SOURCE: Clapp, Susannah. Review of Pericles. Observer (14 July 2002): 10.

[In the following excerpt, Clapp maintains that Adrian Noble's Royal Shakespeare Company (RSC) production of Pericles downplayed the unevenness of the play and notes that its setting reflected exotic absurdity in the juxtaposing of a chamber of horrors with Ali Baba's cave.]

Adrian Noble may be leaving the RSC in a mess, but he's brought a sparkle to its season at the Roundhouse. His production of Pericles is the liveliest thing seen there so far.

The exotic absurdity of Shakespeare's play is indulged to the hilt. In Peter McKintosh's design, the old steam-engine repair house becomes a chamber of horrors—severed heads swing like conkers on long ropes—and an Ali Baba's cave of delights, twinkling with lanterns, smelly with incense. A (sometimes overwhelming) eastern band of bouzouki, percussion and tuba thrums away. The goddess Diana dangles from the roof. In the title role, Ray Fearon swaggers like an Arabian Nights prince; his voice sounds out like a gong.

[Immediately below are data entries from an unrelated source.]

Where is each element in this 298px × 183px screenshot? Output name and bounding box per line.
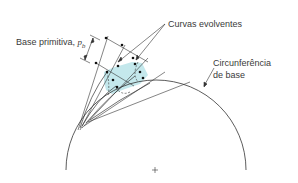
label-base-pitch-sub: b <box>82 43 85 49</box>
center-mark-icon <box>152 167 158 173</box>
involute-diagram: Curvas evolventes Base primitiva, pb Cir… <box>0 0 298 183</box>
base-circle <box>66 80 246 170</box>
label-base-pitch: Base primitiva, pb <box>16 37 85 51</box>
tooth-shading <box>104 62 148 94</box>
leader-curvas <box>118 24 165 62</box>
diagram-graphic <box>0 0 298 183</box>
label-base-circle-line1: Circunferência <box>213 58 271 68</box>
label-base-circle-line2: de base <box>213 70 245 80</box>
label-base-pitch-text: Base primitiva, <box>16 37 78 47</box>
label-involute-curves: Curvas evolventes <box>168 19 242 29</box>
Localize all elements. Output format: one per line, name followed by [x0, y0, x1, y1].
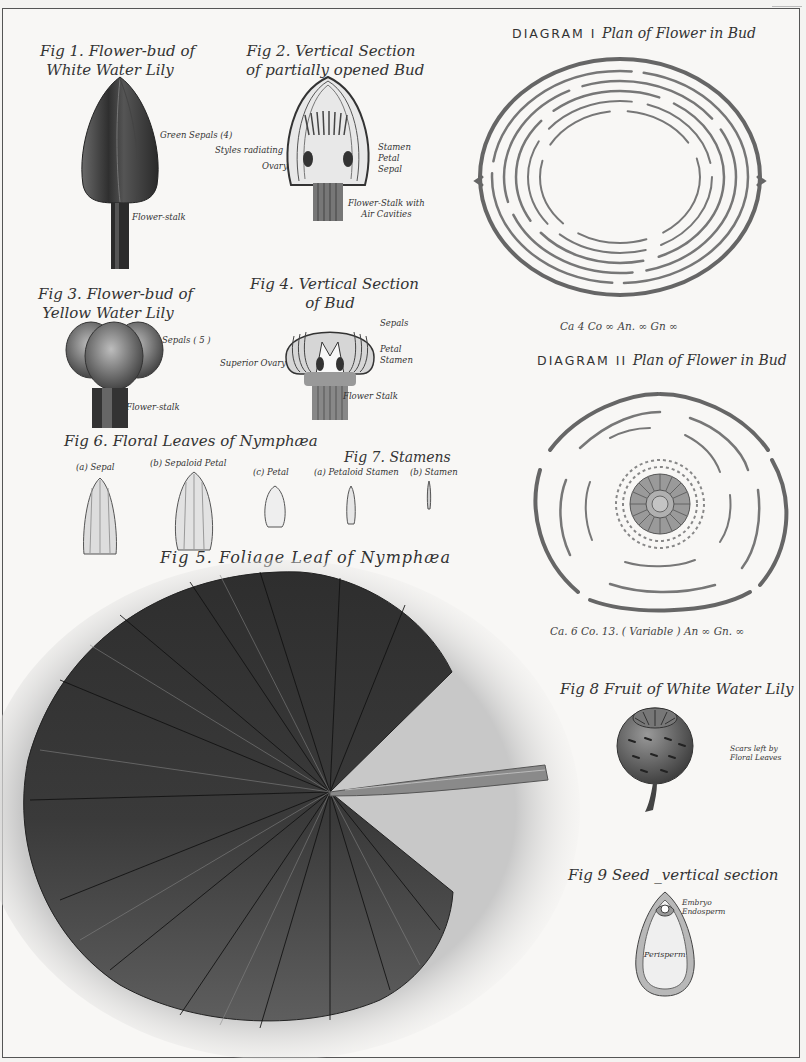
fig4-title-line2: of Bud: [250, 294, 410, 313]
fig9-title: Fig 9 Seed _vertical section: [568, 866, 779, 885]
fig6-title: Fig 6. Floral Leaves of Nymphæa: [64, 432, 318, 451]
fig1-label-sepals: Green Sepals (4): [160, 130, 232, 140]
fig4-title: Fig 4. Vertical Section of Bud: [250, 275, 410, 313]
fig3-title-line1: Fig 3. Flower-bud of: [38, 285, 178, 304]
fig3-label-sepals: Sepals ( 5 ): [162, 335, 211, 345]
fig3-label-stalk: Flower-stalk: [126, 402, 180, 412]
diagram1-floral-formula: Ca 4 Co ∞ An. ∞ Gn ∞: [560, 320, 678, 332]
fig6-sepaloid-petal-illustration: [172, 470, 216, 556]
fig4-title-line1: Fig 4. Vertical Section: [250, 275, 410, 294]
fig4-label-stalk: Flower Stalk: [343, 391, 398, 401]
fig6-sepal-illustration: [80, 476, 120, 558]
fig2-label-stalk: Flower-Stalk with Air Cavities: [348, 198, 425, 220]
fig9-label-perisperm: Perisperm: [644, 950, 686, 959]
fig6-petal-illustration: [262, 485, 288, 529]
fig7-title: Fig 7. Stamens: [344, 448, 451, 467]
fig2-label-stalk-line2: Air Cavities: [348, 209, 425, 220]
fig7-label-petaloid-stamen: (a) Petaloid Stamen: [314, 467, 399, 477]
fig6-label-sepaloid-petal: (b) Sepaloid Petal: [150, 458, 226, 468]
fig4-label-stamen: Stamen: [380, 355, 413, 365]
fig8-title: Fig 8 Fruit of White Water Lily: [560, 680, 794, 699]
page-mark: [772, 0, 802, 7]
fig7-label-stamen: (b) Stamen: [410, 467, 458, 477]
fig6-label-petal: (c) Petal: [253, 467, 289, 477]
fig7-stamen-illustration: [425, 480, 433, 510]
fig4-bud-section-illustration: [280, 312, 380, 422]
fig1-label-stalk: Flower-stalk: [132, 212, 186, 222]
diagram2-floral-formula: Ca. 6 Co. 13. ( Variable ) An ∞ Gn. ∞: [550, 625, 744, 637]
fig8-label-scars-line1: Scars left by: [730, 744, 781, 753]
diagram2-title: DIAGRAM II Plan of Flower in Bud: [537, 352, 787, 368]
diagram1-floral-plan: [472, 55, 782, 305]
fig2-label-stalk-line1: Flower-Stalk with: [348, 198, 425, 209]
fig1-title-line1: Fig 1. Flower-bud of: [40, 42, 180, 61]
fig2-label-stamen: Stamen: [378, 142, 411, 152]
fig8-fruit-illustration: [615, 700, 695, 820]
fig8-label-scars: Scars left by Floral Leaves: [730, 744, 781, 762]
fig9-label-embryo: Embryo: [682, 898, 712, 907]
fig4-label-sepals: Sepals: [380, 318, 408, 328]
fig1-flower-bud-illustration: [75, 75, 165, 275]
diagram2-subtitle: Plan of Flower in Bud: [633, 352, 787, 368]
fig5-foliage-leaf-illustration: [0, 560, 600, 1060]
fig2-label-ovary: Ovary: [262, 161, 288, 171]
fig4-label-petal: Petal: [380, 344, 402, 354]
diagram1-title: DIAGRAM I Plan of Flower in Bud: [512, 25, 756, 41]
diagram2-floral-plan: [510, 380, 806, 620]
fig2-label-petal: Petal: [378, 153, 400, 163]
fig6-label-sepal: (a) Sepal: [76, 462, 114, 472]
fig7-petaloid-stamen-illustration: [344, 485, 358, 525]
diagram1-subtitle: Plan of Flower in Bud: [602, 25, 756, 41]
fig2-title-line1: Fig 2. Vertical Section: [246, 42, 416, 61]
fig2-label-styles: Styles radiating: [215, 145, 283, 155]
fig9-label-endosperm: Endosperm: [682, 907, 725, 916]
fig2-label-sepal: Sepal: [378, 164, 402, 174]
fig8-label-scars-line2: Floral Leaves: [730, 753, 781, 762]
diagram1-caps: DIAGRAM I: [512, 26, 597, 41]
diagram2-caps: DIAGRAM II: [537, 353, 627, 368]
fig4-label-ovary: Superior Ovary: [220, 358, 286, 368]
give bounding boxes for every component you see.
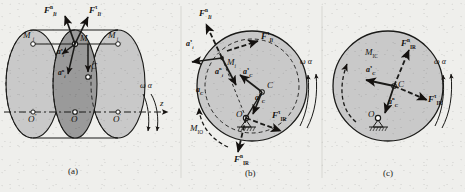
label-a-in-a: ani <box>58 69 65 77</box>
point-c-a <box>86 75 91 80</box>
label-c-a: C <box>91 62 97 71</box>
label-omega-alpha-a: ω α <box>140 82 152 90</box>
label-omega-alpha-c: ω α <box>434 58 446 66</box>
label-a-c-b: aC <box>196 86 203 94</box>
label-f-it-b: FτIi <box>261 32 273 41</box>
label-f-in-a: FnIi <box>44 6 57 15</box>
label-o-prime-a: O′ <box>113 115 121 124</box>
label-f-in-b: FnIi <box>199 9 212 18</box>
label-f-irn-c: FnIR <box>401 39 416 48</box>
panel-b-graphics <box>192 6 322 178</box>
label-f-irn-b: FnIR <box>234 155 249 164</box>
label-a-cn-c: anC <box>388 98 398 106</box>
disc-b <box>197 31 307 141</box>
panel-caption-a: (a) <box>68 166 78 176</box>
panel-c-graphics <box>333 31 452 141</box>
label-a-in-b: ani <box>215 68 223 76</box>
label-a-ct-c: aτC <box>366 66 375 74</box>
point-m-i-double-prime <box>31 42 36 47</box>
label-c-b: C <box>267 81 273 90</box>
panel-caption-b: (b) <box>245 168 256 178</box>
label-axis-z-a: z <box>160 99 164 108</box>
label-o-c: O <box>368 110 375 119</box>
label-f-it-a: FτIi <box>89 6 101 15</box>
label-o-b: O <box>236 110 243 119</box>
label-c-c: C <box>398 80 404 89</box>
panel-caption-c: (c) <box>383 168 393 178</box>
label-m-i-prime-a: M′i <box>108 31 118 40</box>
label-o-double-prime-a: O″ <box>28 115 37 124</box>
point-m-i-prime <box>116 42 121 47</box>
mechanics-figure <box>0 0 465 192</box>
label-f-irt-b: FτIR <box>272 111 286 120</box>
label-a-ct-b: aτC <box>243 68 252 76</box>
label-a-it-b: aτi <box>186 40 193 48</box>
disc-c <box>333 31 443 141</box>
label-f-irt-c: FτIR <box>428 95 442 104</box>
label-a-cn-b: anC <box>255 94 265 102</box>
label-m-i-b: Mi <box>227 58 236 67</box>
label-m-ic-c: MIC <box>365 48 378 57</box>
label-a-it-a: aτi <box>57 48 64 56</box>
label-m-io-b: MIO <box>190 124 203 133</box>
label-o-a: O <box>71 115 78 124</box>
label-omega-alpha-b: ω α <box>300 58 312 66</box>
label-m-i-a: Mi <box>80 34 89 43</box>
label-m-i-double-prime-a: M″i <box>23 31 34 40</box>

It's an externalising treatment, but Pericles is not a transporting play: its islands of bright words float in a murky sea of improbability. It was a success when first produced (Ben Jonson was apparently jealous when he described it as ‘mouldy’), but the dodgy version that's been passed down—not all by Shakespeare—is rickety, beginning as fairytale, taking in a terrific best brothel scene, and ending with the melancholy comforts of Shakespeare's last plays.

Noble's direction whisks over the play's bumpiness. It contains revelatory touches from Kananu Kirimi as Marina. She has a voice like a bell and moves with the abstraction of a real sea-creature. She's got dangerously quaint lines: she declares that when she stepped on a worm, she wept. She makes this sound like the simple truth.

Only one aspect of the production doesn't work at all. The promenade notion at the Roundhouse seems a phoney thing, introduced in accordance with some antiquated notion of hip. It's obtrusive and it slows things up. The cheaper tickets in the audience are moved out of the way so that a thespy beggar can stumble unimpeded onto the stage.